The federal estate tax levies a 40% rate on estates above $13.6 million per individual ($27.2M for couples). Because of the high exemption, it affects fewer than 0.1% of estates and raises roughly $25–35 billion annually — a fraction of federal revenue but significant in absolute terms.
The Double Taxation Argument
The most common argument against the estate tax is that assets have already been taxed as income when earned. This has limits. A substantial portion of estate value — appreciated stocks, real estate, business interests — has never been taxed as income. The "step-up in basis" rule means heirs receive assets with basis reset to current market value, permanently eliminating embedded capital gains that would have been owed on a sale during the decedent's lifetime. The estate tax partially offsets this significant tax benefit.
The Family Farm Argument
The concern that heirs must sell family farms to pay estate taxes is more compelling in the abstract than in practice. At the current $13.6M exemption, vanishingly few family farms trigger the tax. The American Farm Bureau has acknowledged in policy documents that very few farm estates actually owe estate tax under current law.
"The estate tax debate is conducted as if it applies to ordinary Americans who worked hard and saved.
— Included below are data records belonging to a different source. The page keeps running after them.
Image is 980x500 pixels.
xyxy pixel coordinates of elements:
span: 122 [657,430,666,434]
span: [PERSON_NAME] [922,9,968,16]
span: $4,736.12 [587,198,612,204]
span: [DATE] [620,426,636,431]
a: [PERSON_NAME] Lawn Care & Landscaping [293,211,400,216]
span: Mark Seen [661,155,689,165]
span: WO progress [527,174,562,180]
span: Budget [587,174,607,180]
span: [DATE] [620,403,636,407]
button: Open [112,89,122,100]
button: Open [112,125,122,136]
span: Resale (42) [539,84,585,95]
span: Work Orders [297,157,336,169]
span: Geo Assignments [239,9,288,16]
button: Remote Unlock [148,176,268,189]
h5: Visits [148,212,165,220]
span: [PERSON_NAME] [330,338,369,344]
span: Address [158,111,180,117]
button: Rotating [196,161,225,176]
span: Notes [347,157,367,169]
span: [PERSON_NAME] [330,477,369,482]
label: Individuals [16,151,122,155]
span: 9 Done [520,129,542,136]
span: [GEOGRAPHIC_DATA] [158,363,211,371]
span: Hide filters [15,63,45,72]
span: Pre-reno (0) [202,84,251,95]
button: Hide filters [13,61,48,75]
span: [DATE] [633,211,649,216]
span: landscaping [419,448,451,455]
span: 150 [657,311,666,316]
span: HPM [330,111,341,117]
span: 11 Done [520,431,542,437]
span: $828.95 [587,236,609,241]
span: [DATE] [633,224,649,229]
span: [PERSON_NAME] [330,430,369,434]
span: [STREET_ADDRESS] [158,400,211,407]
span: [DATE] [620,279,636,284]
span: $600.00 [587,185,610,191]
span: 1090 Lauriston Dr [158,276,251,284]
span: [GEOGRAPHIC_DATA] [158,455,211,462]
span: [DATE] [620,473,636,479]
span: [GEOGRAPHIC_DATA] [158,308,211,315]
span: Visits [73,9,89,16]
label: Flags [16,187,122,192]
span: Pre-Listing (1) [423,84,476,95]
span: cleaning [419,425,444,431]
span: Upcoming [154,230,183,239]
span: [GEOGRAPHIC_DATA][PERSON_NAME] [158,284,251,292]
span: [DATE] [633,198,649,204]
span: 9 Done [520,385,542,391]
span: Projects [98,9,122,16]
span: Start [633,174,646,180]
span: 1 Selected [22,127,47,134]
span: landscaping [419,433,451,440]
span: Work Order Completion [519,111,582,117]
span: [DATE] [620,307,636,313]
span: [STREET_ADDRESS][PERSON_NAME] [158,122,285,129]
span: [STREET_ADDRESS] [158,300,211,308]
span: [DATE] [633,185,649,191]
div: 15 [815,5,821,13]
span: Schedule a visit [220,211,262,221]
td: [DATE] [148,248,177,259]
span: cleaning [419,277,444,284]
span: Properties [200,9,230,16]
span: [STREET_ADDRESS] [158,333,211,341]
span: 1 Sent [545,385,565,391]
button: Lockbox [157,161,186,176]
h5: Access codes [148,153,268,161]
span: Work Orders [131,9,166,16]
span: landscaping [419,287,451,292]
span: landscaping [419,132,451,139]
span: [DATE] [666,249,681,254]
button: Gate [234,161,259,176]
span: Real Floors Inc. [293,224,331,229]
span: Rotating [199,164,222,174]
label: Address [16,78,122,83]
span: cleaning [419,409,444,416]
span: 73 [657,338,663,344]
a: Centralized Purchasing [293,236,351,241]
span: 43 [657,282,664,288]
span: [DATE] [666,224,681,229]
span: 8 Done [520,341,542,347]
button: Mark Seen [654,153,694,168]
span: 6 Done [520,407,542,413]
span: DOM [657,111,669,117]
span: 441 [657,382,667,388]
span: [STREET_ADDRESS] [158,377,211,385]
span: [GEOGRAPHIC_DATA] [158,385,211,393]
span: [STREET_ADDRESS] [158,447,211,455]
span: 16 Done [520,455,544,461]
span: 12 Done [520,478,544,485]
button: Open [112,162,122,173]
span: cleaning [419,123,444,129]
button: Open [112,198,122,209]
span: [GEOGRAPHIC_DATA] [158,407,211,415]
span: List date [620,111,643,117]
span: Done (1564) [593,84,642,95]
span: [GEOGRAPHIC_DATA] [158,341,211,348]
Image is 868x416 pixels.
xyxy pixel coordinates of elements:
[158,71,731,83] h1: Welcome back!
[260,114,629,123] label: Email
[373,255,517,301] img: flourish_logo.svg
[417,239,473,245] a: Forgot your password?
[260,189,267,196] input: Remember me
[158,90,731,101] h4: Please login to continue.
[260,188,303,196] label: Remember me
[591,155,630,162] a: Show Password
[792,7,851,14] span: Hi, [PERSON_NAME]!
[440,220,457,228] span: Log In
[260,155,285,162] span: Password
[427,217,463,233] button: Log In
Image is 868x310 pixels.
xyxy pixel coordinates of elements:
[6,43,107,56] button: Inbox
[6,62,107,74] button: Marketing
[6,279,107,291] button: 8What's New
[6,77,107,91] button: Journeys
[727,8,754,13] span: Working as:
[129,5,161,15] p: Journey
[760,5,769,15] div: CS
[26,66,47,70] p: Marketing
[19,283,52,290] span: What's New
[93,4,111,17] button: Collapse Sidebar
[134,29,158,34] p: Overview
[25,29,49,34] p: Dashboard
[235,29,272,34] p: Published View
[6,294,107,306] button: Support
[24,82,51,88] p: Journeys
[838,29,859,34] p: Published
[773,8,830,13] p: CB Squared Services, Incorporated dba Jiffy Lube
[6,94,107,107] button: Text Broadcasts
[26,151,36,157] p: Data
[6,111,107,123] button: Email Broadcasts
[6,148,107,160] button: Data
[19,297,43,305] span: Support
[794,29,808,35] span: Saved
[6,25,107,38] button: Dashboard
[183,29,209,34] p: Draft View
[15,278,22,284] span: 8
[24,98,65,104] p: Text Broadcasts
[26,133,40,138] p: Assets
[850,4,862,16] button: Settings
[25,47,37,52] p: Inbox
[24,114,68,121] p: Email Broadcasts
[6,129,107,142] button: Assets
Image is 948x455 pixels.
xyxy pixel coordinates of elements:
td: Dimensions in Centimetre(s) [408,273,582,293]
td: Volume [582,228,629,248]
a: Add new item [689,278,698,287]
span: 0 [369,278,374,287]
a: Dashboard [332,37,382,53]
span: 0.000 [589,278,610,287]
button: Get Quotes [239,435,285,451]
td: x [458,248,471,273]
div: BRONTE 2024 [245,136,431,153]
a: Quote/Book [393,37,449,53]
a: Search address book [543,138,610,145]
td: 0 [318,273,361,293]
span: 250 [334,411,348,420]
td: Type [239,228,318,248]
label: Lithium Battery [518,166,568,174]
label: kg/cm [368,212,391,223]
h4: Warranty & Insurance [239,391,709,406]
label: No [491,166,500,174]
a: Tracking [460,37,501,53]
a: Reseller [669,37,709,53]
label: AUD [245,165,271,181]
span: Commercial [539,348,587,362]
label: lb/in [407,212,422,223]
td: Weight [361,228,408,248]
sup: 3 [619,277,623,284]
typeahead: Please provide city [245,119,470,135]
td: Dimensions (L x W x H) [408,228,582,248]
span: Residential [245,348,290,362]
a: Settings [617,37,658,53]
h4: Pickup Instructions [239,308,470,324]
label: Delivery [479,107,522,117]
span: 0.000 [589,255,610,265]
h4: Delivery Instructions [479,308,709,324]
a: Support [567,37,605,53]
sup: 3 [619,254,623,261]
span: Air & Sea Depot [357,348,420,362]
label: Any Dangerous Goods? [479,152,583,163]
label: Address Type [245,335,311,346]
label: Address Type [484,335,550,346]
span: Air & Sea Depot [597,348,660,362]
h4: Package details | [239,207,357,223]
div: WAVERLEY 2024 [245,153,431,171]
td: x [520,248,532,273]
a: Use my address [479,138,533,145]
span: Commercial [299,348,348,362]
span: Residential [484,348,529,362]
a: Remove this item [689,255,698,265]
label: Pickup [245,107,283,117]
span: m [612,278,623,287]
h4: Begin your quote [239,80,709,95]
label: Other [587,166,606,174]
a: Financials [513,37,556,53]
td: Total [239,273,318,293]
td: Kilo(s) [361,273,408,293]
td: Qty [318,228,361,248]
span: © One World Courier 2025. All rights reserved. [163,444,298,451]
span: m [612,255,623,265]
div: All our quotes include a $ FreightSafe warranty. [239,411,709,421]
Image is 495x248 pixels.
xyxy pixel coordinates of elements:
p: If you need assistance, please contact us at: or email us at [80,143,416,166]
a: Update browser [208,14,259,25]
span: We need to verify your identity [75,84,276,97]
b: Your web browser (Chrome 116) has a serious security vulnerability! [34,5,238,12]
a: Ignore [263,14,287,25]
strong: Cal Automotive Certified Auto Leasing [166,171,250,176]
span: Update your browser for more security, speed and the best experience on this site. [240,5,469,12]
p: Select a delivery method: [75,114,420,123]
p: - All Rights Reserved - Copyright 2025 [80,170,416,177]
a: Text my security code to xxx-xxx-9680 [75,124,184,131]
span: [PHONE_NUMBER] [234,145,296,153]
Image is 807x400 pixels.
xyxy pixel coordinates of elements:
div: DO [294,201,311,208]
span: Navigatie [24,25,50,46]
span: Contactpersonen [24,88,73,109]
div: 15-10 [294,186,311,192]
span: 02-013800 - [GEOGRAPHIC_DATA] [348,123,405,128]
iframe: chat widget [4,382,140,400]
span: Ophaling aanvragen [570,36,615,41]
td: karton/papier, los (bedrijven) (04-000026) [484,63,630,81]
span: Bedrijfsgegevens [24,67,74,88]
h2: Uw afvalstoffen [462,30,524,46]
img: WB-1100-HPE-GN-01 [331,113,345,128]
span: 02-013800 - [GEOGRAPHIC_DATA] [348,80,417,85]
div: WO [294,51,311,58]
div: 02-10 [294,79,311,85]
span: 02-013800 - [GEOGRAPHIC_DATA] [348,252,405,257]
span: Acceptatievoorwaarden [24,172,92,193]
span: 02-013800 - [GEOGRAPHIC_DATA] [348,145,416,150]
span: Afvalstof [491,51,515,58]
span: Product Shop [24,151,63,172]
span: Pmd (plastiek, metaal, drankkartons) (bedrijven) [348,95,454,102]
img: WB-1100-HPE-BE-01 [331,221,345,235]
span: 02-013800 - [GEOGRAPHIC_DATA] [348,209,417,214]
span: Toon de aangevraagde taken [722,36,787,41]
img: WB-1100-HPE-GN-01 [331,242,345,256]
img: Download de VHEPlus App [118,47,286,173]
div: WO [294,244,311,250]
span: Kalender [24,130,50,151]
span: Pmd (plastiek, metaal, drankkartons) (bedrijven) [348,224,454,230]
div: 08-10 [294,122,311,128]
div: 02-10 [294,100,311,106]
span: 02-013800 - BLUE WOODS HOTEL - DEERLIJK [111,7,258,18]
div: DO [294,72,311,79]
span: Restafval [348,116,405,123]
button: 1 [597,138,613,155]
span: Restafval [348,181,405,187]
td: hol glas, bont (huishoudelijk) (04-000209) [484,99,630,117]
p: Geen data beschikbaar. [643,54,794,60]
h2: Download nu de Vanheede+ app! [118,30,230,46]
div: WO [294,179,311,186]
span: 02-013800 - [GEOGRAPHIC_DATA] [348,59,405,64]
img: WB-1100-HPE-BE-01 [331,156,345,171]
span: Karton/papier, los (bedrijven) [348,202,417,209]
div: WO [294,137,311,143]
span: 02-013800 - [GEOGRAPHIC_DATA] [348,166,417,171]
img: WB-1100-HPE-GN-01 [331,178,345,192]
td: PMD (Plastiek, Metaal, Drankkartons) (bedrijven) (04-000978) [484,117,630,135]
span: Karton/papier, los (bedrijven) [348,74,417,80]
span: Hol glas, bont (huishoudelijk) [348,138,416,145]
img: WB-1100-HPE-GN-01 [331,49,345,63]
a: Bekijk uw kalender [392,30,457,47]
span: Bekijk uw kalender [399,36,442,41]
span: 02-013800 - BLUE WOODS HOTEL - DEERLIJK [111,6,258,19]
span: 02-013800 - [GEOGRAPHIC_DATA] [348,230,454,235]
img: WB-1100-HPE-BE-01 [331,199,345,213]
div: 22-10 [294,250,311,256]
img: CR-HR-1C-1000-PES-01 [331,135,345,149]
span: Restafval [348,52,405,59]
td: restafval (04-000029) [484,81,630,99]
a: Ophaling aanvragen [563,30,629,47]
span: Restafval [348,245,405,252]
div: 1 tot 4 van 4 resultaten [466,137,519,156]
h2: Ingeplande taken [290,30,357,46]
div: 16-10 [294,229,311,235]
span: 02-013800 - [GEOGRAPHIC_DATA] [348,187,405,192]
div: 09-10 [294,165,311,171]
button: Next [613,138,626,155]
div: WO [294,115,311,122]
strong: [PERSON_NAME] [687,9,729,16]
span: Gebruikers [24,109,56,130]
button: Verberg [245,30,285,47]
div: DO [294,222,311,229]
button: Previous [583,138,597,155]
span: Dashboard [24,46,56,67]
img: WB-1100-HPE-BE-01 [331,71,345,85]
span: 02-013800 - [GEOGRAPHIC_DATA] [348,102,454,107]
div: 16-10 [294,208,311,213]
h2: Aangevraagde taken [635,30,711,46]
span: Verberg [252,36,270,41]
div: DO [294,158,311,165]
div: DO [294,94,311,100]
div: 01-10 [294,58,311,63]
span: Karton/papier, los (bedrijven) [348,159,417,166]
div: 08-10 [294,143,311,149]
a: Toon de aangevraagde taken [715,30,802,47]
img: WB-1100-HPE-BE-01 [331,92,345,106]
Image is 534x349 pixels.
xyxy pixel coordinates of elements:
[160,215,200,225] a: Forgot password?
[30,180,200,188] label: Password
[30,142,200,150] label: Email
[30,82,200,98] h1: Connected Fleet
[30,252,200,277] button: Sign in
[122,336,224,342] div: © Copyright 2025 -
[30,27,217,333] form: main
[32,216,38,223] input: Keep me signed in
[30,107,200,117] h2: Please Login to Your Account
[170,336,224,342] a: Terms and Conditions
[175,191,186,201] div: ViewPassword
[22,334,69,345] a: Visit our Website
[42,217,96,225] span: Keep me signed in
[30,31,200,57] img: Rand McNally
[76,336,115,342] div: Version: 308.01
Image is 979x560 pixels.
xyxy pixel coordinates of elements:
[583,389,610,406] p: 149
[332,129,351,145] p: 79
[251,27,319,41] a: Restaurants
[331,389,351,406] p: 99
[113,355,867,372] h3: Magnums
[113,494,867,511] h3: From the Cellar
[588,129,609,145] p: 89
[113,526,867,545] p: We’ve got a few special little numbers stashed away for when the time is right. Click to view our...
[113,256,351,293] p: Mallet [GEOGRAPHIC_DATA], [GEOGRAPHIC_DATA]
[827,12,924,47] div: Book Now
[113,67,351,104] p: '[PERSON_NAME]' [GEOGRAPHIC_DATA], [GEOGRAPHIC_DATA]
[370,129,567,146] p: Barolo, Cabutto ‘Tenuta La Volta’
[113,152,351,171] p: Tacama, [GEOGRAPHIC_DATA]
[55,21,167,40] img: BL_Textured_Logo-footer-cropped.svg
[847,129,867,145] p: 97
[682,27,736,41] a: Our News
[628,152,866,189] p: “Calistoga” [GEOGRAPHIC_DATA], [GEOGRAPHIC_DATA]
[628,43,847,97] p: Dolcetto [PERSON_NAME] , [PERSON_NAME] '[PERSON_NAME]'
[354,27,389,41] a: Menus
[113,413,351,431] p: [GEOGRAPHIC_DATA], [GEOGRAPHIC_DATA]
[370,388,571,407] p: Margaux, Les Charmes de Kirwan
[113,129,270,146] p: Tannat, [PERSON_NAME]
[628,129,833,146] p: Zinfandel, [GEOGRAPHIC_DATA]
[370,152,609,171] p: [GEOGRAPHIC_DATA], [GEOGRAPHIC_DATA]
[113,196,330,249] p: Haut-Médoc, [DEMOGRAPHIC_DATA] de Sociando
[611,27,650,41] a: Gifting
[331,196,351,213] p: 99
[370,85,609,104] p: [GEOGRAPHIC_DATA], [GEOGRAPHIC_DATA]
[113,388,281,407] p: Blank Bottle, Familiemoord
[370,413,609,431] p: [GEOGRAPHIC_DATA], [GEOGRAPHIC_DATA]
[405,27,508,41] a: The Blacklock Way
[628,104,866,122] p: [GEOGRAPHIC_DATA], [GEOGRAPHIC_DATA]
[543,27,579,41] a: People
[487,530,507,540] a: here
It doesn't. It applies to multi-million dollar fortunes. The family farm argument is compelling and mostly hypothetical."
The Expiration Question
The current high exemption was set by the 2017 TCJA and was scheduled to revert to roughly $7M per individual — absent congressional action. Whether Congress extends the higher exemption is one of several major tax questions dominating the current legislative agenda. The revenue implications of extension are substantial.